A single person shouldn't hold power for all their lives.
***
A new constitution. France barely had the time to learn the old one that a new one has been drafted, ratified and approved. King Louis is still there, a king of the French and not of France anymore.
France jokes on the semantics. Then, more serious, asks if he should refer only to the Assembly.
Red in the face, Louis splutters, babbling against such an absurdity.
Oh, yes, there's a new Assembly too, a Legislative Assembly.
***
And a war. Just what he needed. No, he's not being sarcastic. For how absurd it may sounds, war is exactly what he, the person known as France, needed. At least wars are something he spent centuries practising and learning.
Of course, he prefers when he's the one attacking, not the other way round. Now, Austria and England - because obviously, England had to get involved - claimed they weren't declaring war yet. That they would only if others did - and they call him a coward. But, indeed, it's a technicality and France might have pushed a little the Assembly for his own sake.
***
Posters have appeared all over the walls of Paris. France wouldn't know if he was still on the battlefield, where he'd honestly rather be; instead, he has been called back to Paris. Here the King had the brilliant idea to win the people's protection not with charm but by ordering and threatening.

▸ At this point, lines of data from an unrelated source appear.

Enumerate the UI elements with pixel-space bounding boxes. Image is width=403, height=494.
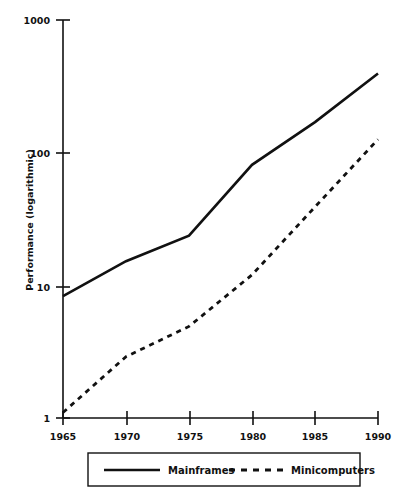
series-line-minicomputers	[63, 139, 378, 412]
y-tick-label-10: 10	[37, 282, 51, 293]
chart-legend: Mainframes Minicomputers	[88, 453, 375, 486]
x-tick-label-1970: 1970	[114, 431, 141, 442]
legend-label-mainframes: Mainframes	[168, 465, 234, 476]
series-line-mainframes	[63, 74, 378, 297]
x-tick-label-1965: 1965	[50, 431, 76, 442]
x-axis-tick-labels: 1965 1970 1975 1980 1985 1990	[50, 431, 392, 442]
chart-figure: Performance (logarithmic) 1000 100 10 1	[0, 0, 403, 494]
performance-log-line-chart: Performance (logarithmic) 1000 100 10 1	[0, 0, 403, 494]
x-tick-label-1985: 1985	[302, 431, 328, 442]
y-tick-label-100: 100	[30, 148, 50, 159]
legend-label-minicomputers: Minicomputers	[291, 465, 375, 476]
y-axis-title: Performance (logarithmic)	[24, 149, 35, 291]
x-tick-label-1980: 1980	[240, 431, 267, 442]
x-tick-label-1975: 1975	[177, 431, 203, 442]
y-tick-label-1: 1	[43, 413, 50, 424]
y-tick-label-1000: 1000	[24, 15, 51, 26]
x-tick-label-1990: 1990	[365, 431, 392, 442]
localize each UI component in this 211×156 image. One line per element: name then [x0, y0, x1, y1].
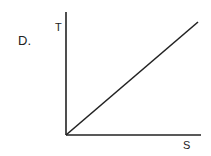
- data-line: [66, 22, 198, 135]
- chart-plot: [0, 0, 211, 156]
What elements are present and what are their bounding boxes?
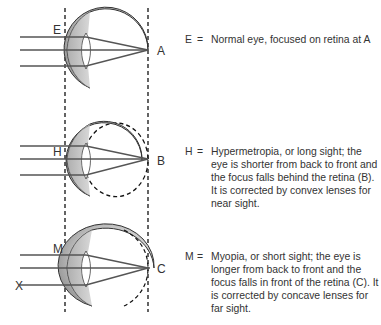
description-myopia: M = Myopia, or short sight; the eye is l… — [185, 250, 381, 315]
desc-key: E — [185, 33, 192, 46]
desc-equals: = — [197, 33, 203, 46]
label-X: X — [15, 279, 23, 293]
description-normal-eye: E = Normal eye, focused on retina at A — [185, 33, 381, 46]
desc-key: H — [185, 145, 193, 158]
label-E: E — [53, 23, 61, 37]
myopia-eye: M X C — [15, 224, 166, 306]
normal-eye: E A — [20, 7, 165, 88]
label-C: C — [157, 262, 166, 276]
label-H: H — [53, 145, 62, 159]
desc-text: Myopia, or short sight; the eye is longe… — [211, 250, 381, 315]
desc-key: M — [185, 250, 194, 263]
label-A: A — [157, 44, 165, 58]
desc-equals: = — [197, 145, 203, 158]
label-M: M — [53, 242, 63, 256]
description-hypermetropia: H = Hypermetropia, or long sight; the ey… — [185, 145, 381, 210]
hypermetropia-eye: H B — [20, 121, 165, 196]
desc-equals: = — [197, 250, 203, 263]
desc-text: Hypermetropia, or long sight; the eye is… — [211, 145, 381, 210]
label-B: B — [157, 154, 165, 168]
desc-text: Normal eye, focused on retina at A — [211, 33, 381, 46]
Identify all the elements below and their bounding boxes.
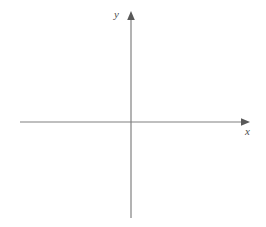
axes-drawing	[0, 0, 266, 227]
coordinate-plane-diagram: y x	[0, 0, 266, 227]
x-axis-label: x	[245, 126, 250, 137]
y-axis-arrowhead-icon	[127, 11, 135, 20]
y-axis-label: y	[114, 9, 119, 20]
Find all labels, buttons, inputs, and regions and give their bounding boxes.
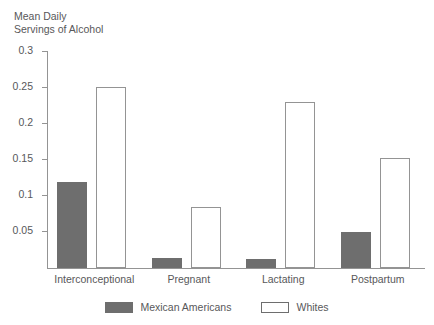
x-axis-line [47, 268, 425, 269]
legend-item[interactable]: Mexican Americans [105, 301, 231, 313]
bar-whites[interactable] [380, 158, 410, 268]
x-axis-category-label: Interconceptional [54, 273, 134, 285]
bar-group: Interconceptional [47, 52, 142, 268]
x-axis-category-label: Postpartum [351, 273, 405, 285]
bar-whites[interactable] [285, 102, 315, 268]
legend-label: Mexican Americans [140, 301, 231, 313]
bar-mexican-americans[interactable] [341, 232, 371, 268]
bar-chart-figure: Mean Daily Servings of Alcohol 0.050.10.… [0, 0, 434, 325]
bar-whites[interactable] [96, 87, 126, 268]
bar-group: Lactating [236, 52, 331, 268]
legend-item[interactable]: Whites [261, 301, 328, 313]
chart-axis-title: Mean Daily Servings of Alcohol [14, 10, 103, 36]
bar-mexican-americans[interactable] [246, 259, 276, 268]
legend-label: Whites [296, 301, 328, 313]
y-axis-tick-label: 0.2 [18, 116, 33, 128]
y-axis-tick-label: 0.05 [13, 224, 33, 236]
bar-group: Postpartum [331, 52, 426, 268]
x-axis-category-label: Pregnant [167, 273, 210, 285]
x-axis-category-label: Lactating [262, 273, 305, 285]
y-axis-tick-label: 0.1 [18, 188, 33, 200]
legend-swatch-icon [105, 302, 133, 313]
chart-legend: Mexican AmericansWhites [0, 301, 434, 313]
y-axis-tick-label: 0.25 [13, 80, 33, 92]
plot-area: 0.050.10.150.20.250.3 InterconceptionalP… [47, 52, 425, 268]
bar-mexican-americans[interactable] [57, 182, 87, 268]
bar-group: Pregnant [142, 52, 237, 268]
y-axis-tick-label: 0.3 [18, 44, 33, 56]
bar-whites[interactable] [191, 207, 221, 268]
legend-swatch-icon [261, 302, 289, 313]
y-axis-tick-label: 0.15 [13, 152, 33, 164]
bar-mexican-americans[interactable] [152, 258, 182, 268]
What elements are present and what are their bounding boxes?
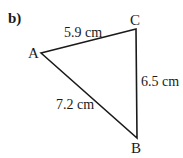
vertex-a-label: A bbox=[28, 45, 39, 62]
side-ab-length: 7.2 cm bbox=[56, 97, 94, 113]
vertex-c-label: C bbox=[130, 12, 140, 29]
side-cb-length: 6.5 cm bbox=[141, 74, 179, 90]
part-label: b) bbox=[8, 10, 21, 27]
side-ac-length: 5.9 cm bbox=[64, 25, 102, 41]
triangle-abc bbox=[41, 29, 137, 138]
vertex-b-label: B bbox=[131, 140, 141, 157]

Well, that King Louis wasn't exactly a strategist is something that has been already established, but France can't help being surprised at the idiocy of the King's idea. He can only gives him the benefit of doubt, that it wasn't King Louis' idea, but maybe of the Queen. But this doesn't save the King - being the King - from having to be an accomplice.
It's just another spark onto a bunch of twigs already extremely dry.
France could try to convince the King to use his head. He could give suggestions on to how calm the people and conquer their loyalty and love back. Charming people are easy for him, kind of his speciality.
But he doesn't want to. He'd rather see where it goes. Finding himself marching with the crowd, a man among men is a sudden but also a natural step. After a year of chaos, this is surprisingly clear. One, if the people are here and he's the soul of the people, this is where he's meant to be.
Two, King Louis needs to answer for his action.
Three, France doesn't want a king anymore.
***
King Louis is now in prison. It's not the first time a king is deprived of his crown and thrown to prison, but this time there isn't a new king claiming the throne.
France would think more about it if he hadn't divide himself between what's happening in Paris and the disaster that the war is being. For how absurd Austria and Prussia alliance is, it surely is effective - and they aren't being only a nuisance, maybe giving him sort of a hard time. No, they're already backing him into a wall.
Sometimes it takes little to ignite a fire and if the fire's already burning, it takes nothing to spice it up.
Once, some centuries ago, when he was still little more than a kid, France read an essay from Italy's lands about power and how to keep it. By the time he was done with his reading, he had clear one thing: change, especially when power is involved, is bathed in blood.
The election for the first National Convention is drenched in blood, as the people launch onto the prisons, thirsty for a culprit for their suffering.
***
21 September 1792. France sits almost in a corner of the Convention reunited. He had to be present for its first meeting and its first decision.
It doesn't make him feel any different and yet, looking back at the past three years, he isn't that same man (or nation) anymore. For example, his wardrobe and fashion style changed a lot, from the excessive luxury of the Ancien Regime, the golds, the velvets, the laces, to dressing like common folks. A simpler style.
He's not completely happy with it. He's always liked pretty thing and he loves to parade. The velvets, the perfumes, the jewels and the whole shebang made him feel powerful.
But he guesses it's all fitting for the new him, for today there is a new him. The Kingdom of France is officially deceased. Long Live the Republic.